Thank you very much. We're happy to be here today.
As with our counterparts from Transport Canada, our proposal touches on user fees primarily, and the minister's authorities under which to set them.
As you know, Health Canada regulates the safety, efficacy, and quality of drugs and medical devices in Canada in both pre-market and post-market regulatory space and has been doing so for quite a long time. Since about the mid-1990s we've been charging user fees for those functions to subsidize the cost to taxpayers of the regulatory costs.
Today our proposal is requesting a revised authority for the Minister of Health to move the fees out from under the FAA, where they refer to the food and drugs regulations, and move them directly under the Food and Drugs Act, and to modify certain parts of the Food and Drugs Act to make that a better instrument to do so.
Essentially, this is not going to raise fees. It requires that we consult with all our stakeholders and continue to apply all the Statutory Instruments Act requirements as well, but it will set a comprehensive policy frame under the Food and Drugs Act under which we can charge user fees, and it will do it in a streamlined fashion.

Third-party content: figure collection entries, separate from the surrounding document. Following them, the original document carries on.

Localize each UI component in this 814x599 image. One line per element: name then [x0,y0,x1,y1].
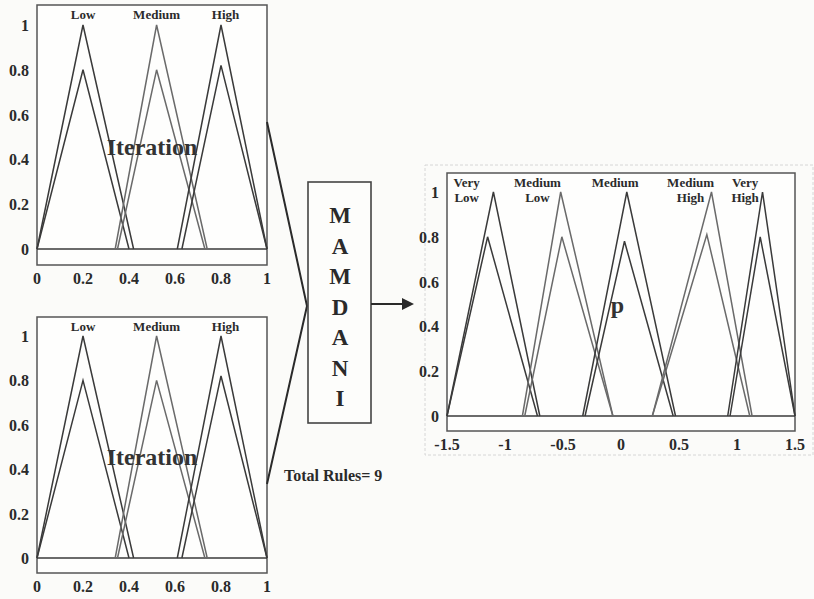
x-tick-label: 0 [33,578,41,595]
x-tick-label: 1 [733,436,741,453]
mamdani-letter: D [332,295,349,320]
mf-label: Very [732,175,759,190]
mamdani-diagram: LowMediumHigh00.20.40.60.8100.20.40.60.8… [0,0,814,599]
output-arrow [371,298,414,310]
x-tick-label: 0.2 [73,270,93,287]
y-tick-label: 0.6 [419,274,439,291]
mf-label: Medium [133,7,180,22]
x-tick-label: 1 [263,270,271,287]
mf-label: High [212,7,240,22]
y-tick-label: 0 [21,550,29,567]
x-tick-label: 0 [617,436,625,453]
x-tick-label: 0 [33,270,41,287]
y-tick-label: 0.8 [419,229,439,246]
mamdani-letter: I [336,386,345,411]
variable-name-label: Iteration [107,134,198,160]
mamdani-inference-engine: MAMDANI [308,182,371,423]
y-tick-label: 0.4 [9,461,29,478]
y-tick-label: 0.2 [9,506,29,523]
y-tick-label: 0.6 [9,107,29,124]
mf-label: Low [71,7,96,22]
mf-label: Medium [133,319,180,334]
input-connector-lines [267,122,307,484]
x-tick-label: 1 [263,578,271,595]
y-tick-label: 1 [21,328,29,345]
x-tick-label: 0.8 [211,578,231,595]
mf-label: High [212,319,240,334]
mamdani-letter: M [329,203,351,228]
x-tick-label: 0.2 [73,578,93,595]
mamdani-letter: A [332,325,349,350]
x-tick-label: 0.4 [119,270,139,287]
input-plot-iteration-2: LowMediumHigh00.20.40.60.8100.20.40.60.8… [9,317,271,595]
x-tick-label: 0.6 [165,270,185,287]
y-tick-label: 0.2 [419,363,439,380]
y-tick-label: 0.2 [9,196,29,213]
total-rules-label: Total Rules= 9 [284,467,382,484]
x-tick-label: -1 [498,436,511,453]
mf-label: High [731,190,759,205]
y-tick-label: 0.4 [9,151,29,168]
input-plot-iteration-1: LowMediumHigh00.20.40.60.8100.20.40.60.8… [9,5,271,287]
x-tick-label: 0.8 [211,270,231,287]
y-tick-label: 0.4 [419,318,439,335]
variable-name-label: p [611,292,624,318]
y-tick-label: 0.6 [9,417,29,434]
mf-label: Medium [514,175,561,190]
x-tick-label: -1.5 [434,436,459,453]
mf-label: Very [454,175,481,190]
mf-label: Low [454,190,479,205]
mf-label: Medium [592,175,639,190]
y-tick-label: 0 [431,408,439,425]
mf-label: Medium [667,175,714,190]
x-tick-label: 0.6 [165,578,185,595]
output-plot-p: VeryLowMediumLowMediumMediumHighVeryHigh… [419,173,805,453]
mamdani-letter: N [332,356,349,381]
variable-name-label: Iteration [107,444,198,470]
y-tick-label: 0 [21,241,29,258]
y-tick-label: 0.8 [9,372,29,389]
mf-label: Low [71,319,96,334]
mf-label: Low [525,190,550,205]
mamdani-letter: M [329,264,351,289]
x-tick-label: 1.5 [785,436,805,453]
y-tick-label: 1 [431,184,439,201]
y-tick-label: 0.8 [9,62,29,79]
mf-label: High [677,190,705,205]
x-tick-label: 0.4 [119,578,139,595]
arrow-head-icon [402,298,414,310]
x-tick-label: -0.5 [550,436,575,453]
mamdani-letter: A [332,234,349,259]
y-tick-label: 1 [21,17,29,34]
x-tick-label: 0.5 [669,436,689,453]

Currently, under the GIC full regulatory process, it can take anywhere from two to four years to update a fee, so we're envisioning a more agile and globally comparable user fee regime wherein we can do those updates probably within 12 to 15 months.
That's part 4 of division 16 of the budget implementation act.
It also allows for an exemption from the renamed User Fees Act, which is the Service Fees Act, which our colleagues from the Treasury Board Secretariat are going to speak to and which we support wholeheartedly. Under the proposed framework, the Minister of Health will keep, as I said, all the accountability and transparency principles, including the requirement to consult stakeholders, performance penalties, and small- and medium-enterprise mitigation, and we believe there's no impact on the provinces and territories or on Canadians directly because the fees apply largely to industry, and the pass-through is minimal to non-existent.
I'll stop right there, and take your questions.